If you know of any resources that should be added to the Data Hub, it’s easy to register and add it, or let us know about it in the comments here. And if you know of anyone making good use of any of the data or APIs listed at the Data Hub let us know, we’d love to hear about it!
Mass digitization of library collections means that art historical written materials are more easily available in reproduction than ever before. Google Books is easier for searching for them, but archive.org is better for downloading them. Journals, magazines, catalogues and books can all be found, although what is available is of course skewed by what libraries have historically chosen to collect. Do be wary of later editions as these may only be out of copyright in the US.
Here are some examples of what can be found.
Journals and Catalogues
The Yellow Book
The Magazine Of Art
The Illustrated Magazine Of Art
The Burlington Magazine
ArtNews Annual
Art In America
Studio International
Special Numbers 1897-8
Royal Academy Illustrated and Catalogues
The Print Connoisseur
Art Prices Current
Various Exhibition Catalogues
The Armory Show Catalogue
Reference works mentioned by the V&A
Le trésor de la curiosité, tiré des catalogues de ventes de tableaux, etc … avec diverses notes & notices historiques & biographiques.
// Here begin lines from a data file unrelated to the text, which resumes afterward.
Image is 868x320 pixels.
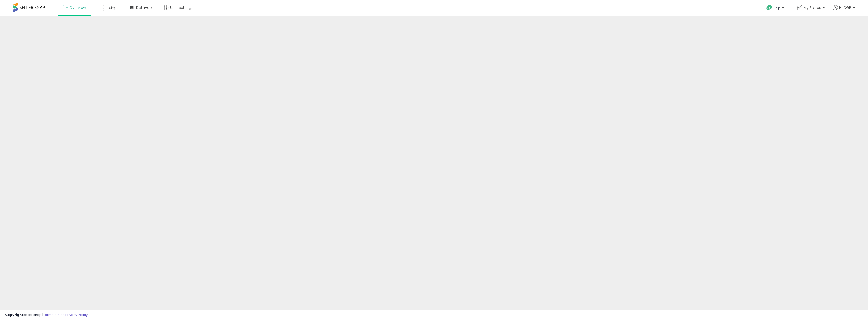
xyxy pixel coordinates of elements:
[766,4,772,11] i: Get Help
[136,5,152,10] span: DataHub
[833,5,855,17] a: Hi CGB
[839,5,851,10] span: Hi CGB
[773,6,781,10] span: Help
[803,5,821,10] span: My Stores
[70,5,86,10] span: Overview
[106,5,118,10] span: Listings
[762,1,789,17] a: Help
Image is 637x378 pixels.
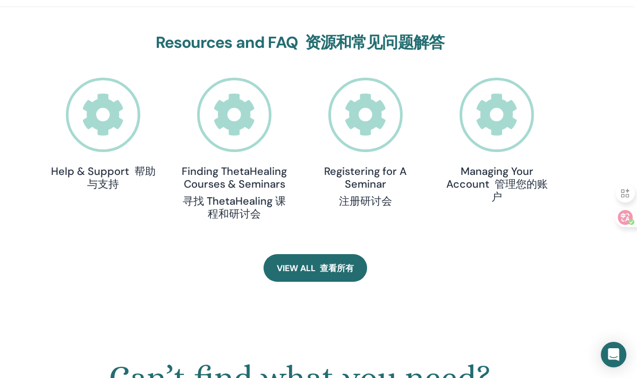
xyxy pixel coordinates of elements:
[87,164,156,191] font: 帮助与支持
[313,78,419,212] a: Registering for A Seminar注册研讨会
[444,165,550,203] h4: Managing Your Account
[264,254,367,282] a: View All 查看所有
[313,165,419,212] h4: Registering for A Seminar
[183,194,286,221] font: 寻找 ThetaHealing 课程和研讨会
[50,165,156,190] h4: Help & Support
[277,263,354,274] span: View All
[320,263,354,274] font: 查看所有
[50,33,550,52] h3: Resources and FAQ
[601,342,627,367] div: Open Intercom Messenger
[305,32,445,53] font: 资源和常见问题解答
[492,177,548,204] font: 管理您的账户
[181,78,288,225] a: Finding ThetaHealing Courses & Seminars寻找 ThetaHealing 课程和研讨会
[444,78,550,204] a: Managing Your Account 管理您的账户
[181,165,288,224] h4: Finding ThetaHealing Courses & Seminars
[50,78,156,191] a: Help & Support 帮助与支持
[339,194,392,208] font: 注册研讨会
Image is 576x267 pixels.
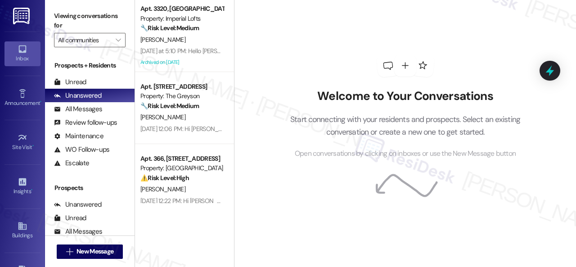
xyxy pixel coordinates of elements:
div: Review follow-ups [54,118,117,127]
i:  [66,248,73,255]
div: Property: Imperial Lofts [140,14,224,23]
span: [PERSON_NAME] [140,113,185,121]
div: WO Follow-ups [54,145,109,154]
div: Prospects [45,183,134,192]
strong: 🔧 Risk Level: Medium [140,102,199,110]
span: New Message [76,246,113,256]
a: Site Visit • [4,130,40,154]
span: Open conversations by clicking on inboxes or use the New Message button [295,148,515,159]
a: Buildings [4,218,40,242]
span: • [31,187,32,193]
label: Viewing conversations for [54,9,125,33]
div: Property: [GEOGRAPHIC_DATA] [140,163,224,173]
div: Apt. 3320, [GEOGRAPHIC_DATA] [140,4,224,13]
div: Unanswered [54,91,102,100]
div: Archived on [DATE] [139,57,224,68]
a: Inbox [4,41,40,66]
div: Property: The Greyson [140,91,224,101]
div: Unread [54,213,86,223]
div: Escalate [54,158,89,168]
div: Unanswered [54,200,102,209]
span: [PERSON_NAME] [140,185,185,193]
p: Start connecting with your residents and prospects. Select an existing conversation or create a n... [277,113,534,139]
a: Insights • [4,174,40,198]
div: Prospects + Residents [45,61,134,70]
span: • [32,143,34,149]
div: All Messages [54,104,102,114]
div: Apt. 366, [STREET_ADDRESS] [140,154,224,163]
div: Maintenance [54,131,103,141]
strong: 🔧 Risk Level: Medium [140,24,199,32]
i:  [116,36,121,44]
div: Apt. [STREET_ADDRESS] [140,82,224,91]
div: Unread [54,77,86,87]
input: All communities [58,33,111,47]
img: ResiDesk Logo [13,8,31,24]
span: • [40,98,41,105]
div: All Messages [54,227,102,236]
span: [PERSON_NAME] [140,36,185,44]
button: New Message [57,244,123,259]
h2: Welcome to Your Conversations [277,89,534,103]
strong: ⚠️ Risk Level: High [140,174,189,182]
Les ventes de tableaux, dessins estampes et objets d’art aux XVIIe et XVIIIe siècles (1611-1800). Essai de bibliographie.
Dictionnaire des ventes d’art faites en France et a l’étranger pendant les XVIIIe et XIXe siècles.
Treasures of Art in Great Britain: being an account of the chief collections of paintings, sculptures, illuminated mss. …
Galleries and cabinets of art in Great Britain: being an account of more than forty collections of paintings, drawings, sculptures …
Other Catalogues, some from Wikipedia’s article on the history of art auction sales
Painters and Their Works: A Dictionary of Great Artists who are Not Now Alive
Memorials of Christie’s; a record of art sales from 1766 to 1896
Provisional Catalogue of the Oil Paintings and Water Colours in the Wallace Collection
Memoirs Of Painting
The Year’s Art
The Connoisseur
Some general searches that give good results
Victoria & Albert Museum
Painting Catalogue
Art History
Art Exhibition
Art Gallery
Artists
Modern Art
If you know of any other material of art historical interest digitized at archive.org do share them in the comments!
Saturday, December 31, 2011
I have written a script to download a dataset containing collection information from the UK Government Art Collection site and save it in tab-seperated-value files and an sqlite database for easy access. As the data is from a UK government agency it’s under the OGL.
You don’t need to run the script, a downloaded dataset is included in the project archive:
https://gitorious.org/robmyers/government-art-collection/
https://gitorious.org/robmyers/government-art-collection/trees/master/2011-12-11
The dataset doesn’t feature as many collections as the GAC website claims to feature, but the script does omit many duplicates. This project was inspired by Kasabi‘s scraper, adding the ability to download code and data in an easy-to-use format.
The Goverment Art Collection is an example of a collection gathered over more than a century in order to represent and promote a nation’s art. Analysing it can provide an insight into shifting official tastes, and correlating this with other historical materials both from the artworld and from political history could provide interesting new insights.

Algernon Graves (1845 – 1922) documented British art exhibitions and sales. You can read about him on Wikipedia here.
His three part magnum opus “Art Sales from Early in the Eighteenth Century to Early in the Twentieth Century ” was published in three volumes between 1918 and 1921.
I have now scanned the first volume. You can download it from archive.org here.
I’ve digitized some data from Volume I using optical character recognition software and the UNIX shell ready to be processed in software. You can read about this here, here and here.
I will scan and upload volumes II and III soon.
Tuesday, February 1, 2011
Welcome to Open Art History. More details coming soon!